State subsidies alone cannot reverse this strategic condition. A new White House paper states that the US has no complete leadership in chips. The USA does possess some leading technologies for building chip factories, but the US does not possess all of the leading technologies in chips. The US is definitely far from the forefront of leading chip production - especially in the sharp front edge of 3-5 nm chips. US chip production will get a boost with USD 88 billion of tax-payer subsidies.

But USD 88 billion in US government subsidies will not save the USA in the chip and AI race. US chip subsidies will be a bottomless hole because, without the superior size of the Chinese chip market, the available market for US chip producers will be too small to keep up with China sustainably. Although China in the chip sector is not yet on the front edge, China cannot stop getting there. For China, subsidies to get chip production to the leading edge do not need to be never-ending. Once China, with subsidies and other state methods, China has brought her chip sector to the leading global edge. China can let China's leading commercial market take over as a demand-driver and finance source.

China will win long-term because China is in a superior position. China has by far the most significant tech consumer market to finance the immensely costly long-term development of AI, quantum computing services and the like. Yes, quantum computing will, of course (like everything else), also be channelled into commercial products and services for mass consumption, and that will accelerate the whole AI and quantum development to a new level. China not only has herself the most prominent consumer tech market. China even participates in all tech markets globally except the minor exemption of the USA, which only has 17% of global car sales and 11% of Smartphone sales. 

By its own isolationist decisions, the USA is committing technological suicide in a slow, painful but sure way by cutting itself. Such a deadly self-cutting is called Seppuku. The USA cuts itself out of the world's most extensive IT, AI, and quantum computing commercial potentials. Biden simply continues the slow suicide in militarily relevant commercial technologies started by Trump.
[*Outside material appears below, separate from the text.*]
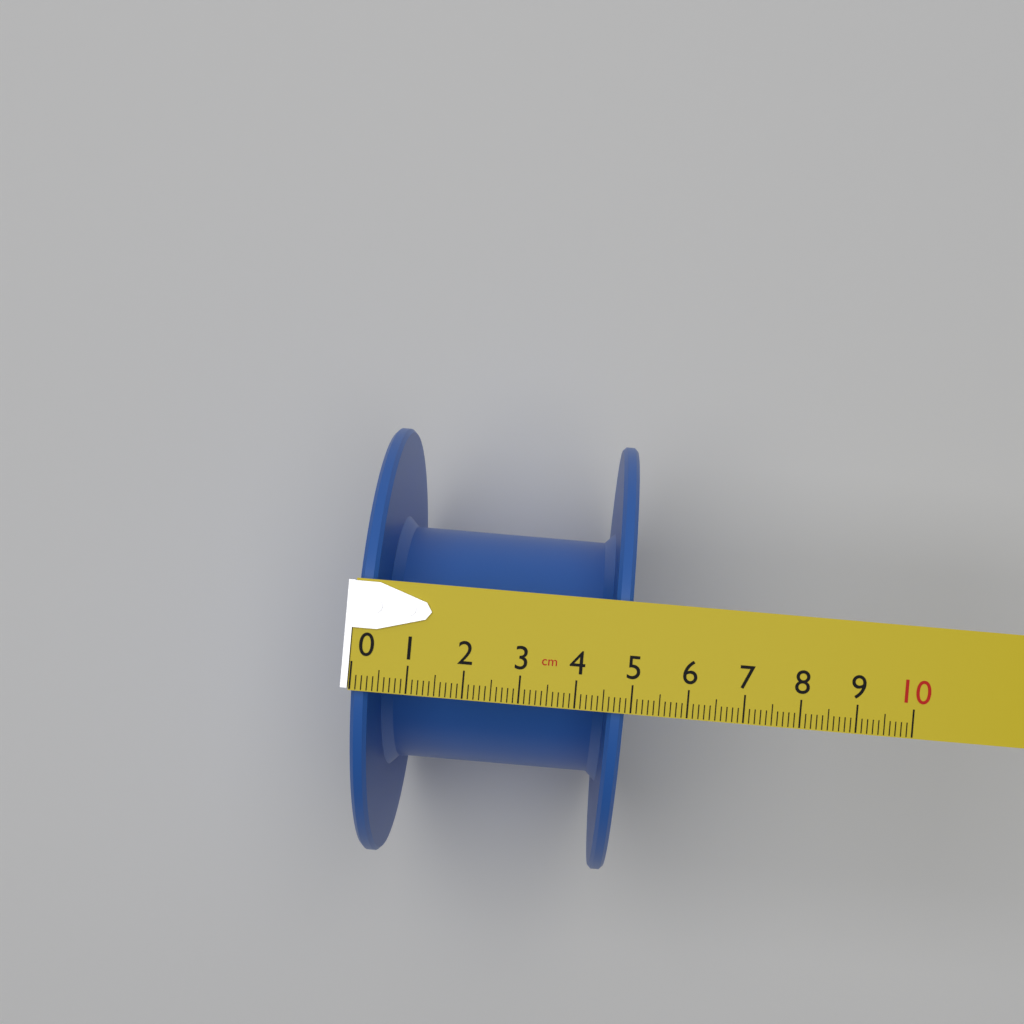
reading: 4.9 cm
China is only the worst example of what the USA does to kill its tech industry slowly. The USA also kills its leading industries by not joining CPTPP, by not joining the TPP, by diminishing the NAFTA into the USMCA, by not making a big trade deal with India and Mercosur. The USA cuts itself out of a combined East-Asia-US-EU-UK-India-South America-Africa super mass-consumption market necessary to finance a sustainably leading tech sector. 

US hegemony ends by Seppuku.

That's the angle.

Karsten Riise is a Master of Science (Econ) from Copenhagen Business School and has a university degree in Spanish Culture and Languages from Copenhagen University. He is the former Senior Vice President Chief Financial Officer (CFO) of Mercedes-Benz in Denmark and Sweden. At the time of appointment, he was the youngest and the first non-German in that top position within Mercedes-Benz’ worldwide sales organization. He writes regularly for the Russian International Affairs Council.  

Disclaimer: This paper is the author’s individual scholastic contribution and does not necessarily reflect the organisation’s viewpoint.